Turkey has issued a warrant for the arrest of Graham Fuller, a former high-ranking official with the US's Central Intelligence Agency, accusing him of links to the group blamed for the unsuccessful effort to take down President Recep Tayyip Erdogan on July 15, 2016. The warrant accuses Fuller of "violating the constitution," "attempting to overthrow the Turkish government or stop it from doing its duty," and gathering intelligence for "political or military espionage," according to the official news agency Anadolu.

Government officials now believe that they have the evidence necessary to confirm Fuller's whereabouts before and after the putsch, the daily newspaper Hurriyet reports. They believe that Fuller left Turkey after the coup.

Prosecutors have also issued an arrest warrant for the US-based Turkey scholar Henri Barkey on coup-related charges, media report. The prosecutor's office in Istanbul declined to comment on the matter. And news agencies could not reach Fuller or Barkey immediately for comment.

Turkey: Defending human rights

Wide-reaching crackdown

The accusations link Fuller and Barkey to the US-based Islamic cleric Fethullah Gulen. President Erdogan says the preacher and his supporters — called the Fethullah Terrorist Organization by the government — staged the coup, in which soldiers turned their tanks and helicopters on the state. By the end of the long night of fighting, 250 lay people dead.

US officials say Turkey has provided insufficient evidence to extradite Gulen. A former ally of Erdogan's, Gulen has condemned the coup and denies any involvement.

In 2006, Fuller wrote a letter supporting the cleric's green card application, later saying he had done so as a private citizen because he "did not believe that Gulen constituted a security threat to the US." Turkish officials say that support has proved instrumental to Gulen's remaining out of their reach.

In the long and expanding crackdown that has followed the coup, Erdogan's government has banned books; shuttered businesses, media outlets and schools linked to Gulen; fired or suspended more than 200,000 public employees; and imprisoned 50,000 people — including soldiers, journalists, academics, judges, two Turkish workers for US diplomatic missions and an American pastor.

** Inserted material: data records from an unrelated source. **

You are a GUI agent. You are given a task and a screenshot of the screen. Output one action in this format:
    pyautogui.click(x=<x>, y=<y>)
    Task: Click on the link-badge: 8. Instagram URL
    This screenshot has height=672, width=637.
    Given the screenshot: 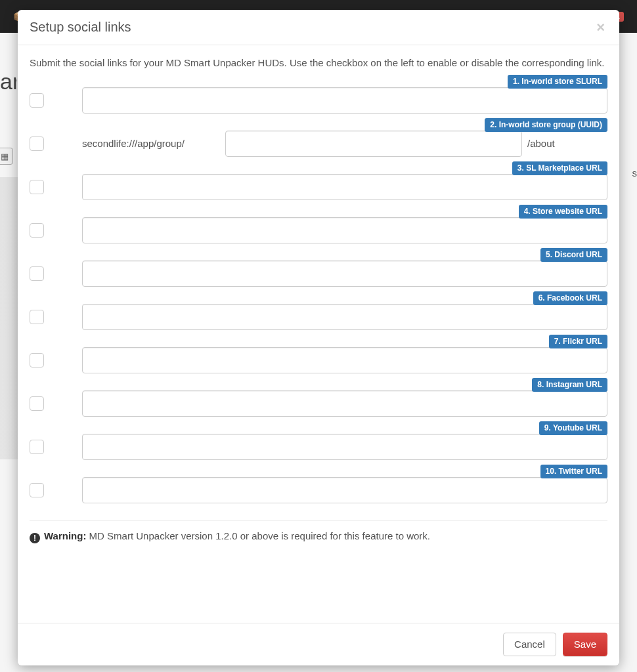 What is the action you would take?
    pyautogui.click(x=570, y=385)
    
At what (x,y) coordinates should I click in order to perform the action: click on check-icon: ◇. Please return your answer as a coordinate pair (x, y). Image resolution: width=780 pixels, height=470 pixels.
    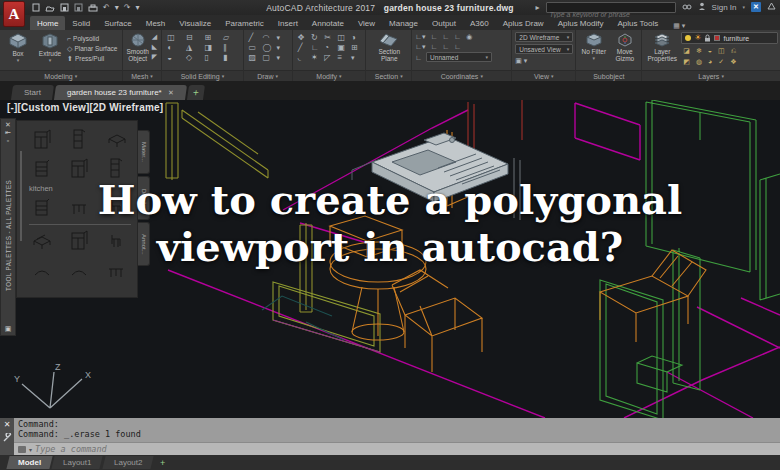
    Looking at the image, I should click on (194, 58).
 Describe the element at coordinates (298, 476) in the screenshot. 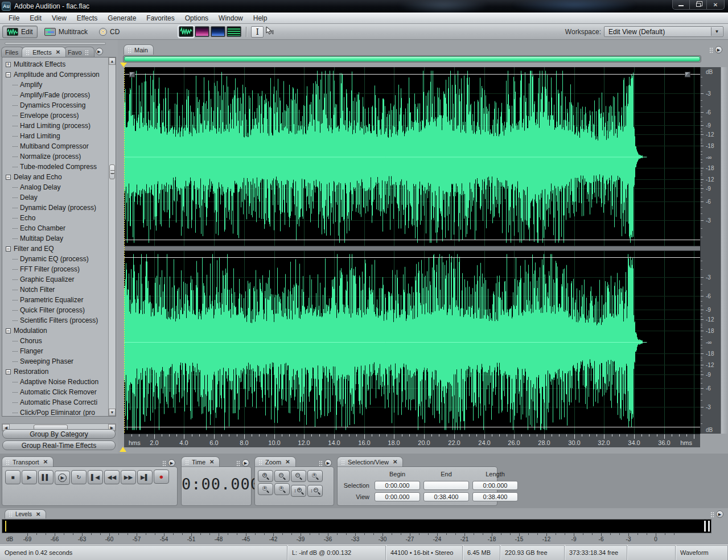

Earlier this week, officials issued warrants for the arrest of 360 more members of the military. Rights groups and some international leaders accuse Erdogan of cracking down on general dissent, but his government has called the purge necessary because of the gravity of the security threats that it faces.

The European Court of Human Rights is scheduled to hear the case of a German journalist with dual citizenship who has sat in prison in Turkey since February. A German rights advocate was released on bail in October after over three months of incarceration. Hundreds of Turkish officials have sought asylum in Germany in the year and four months since the crackdown began.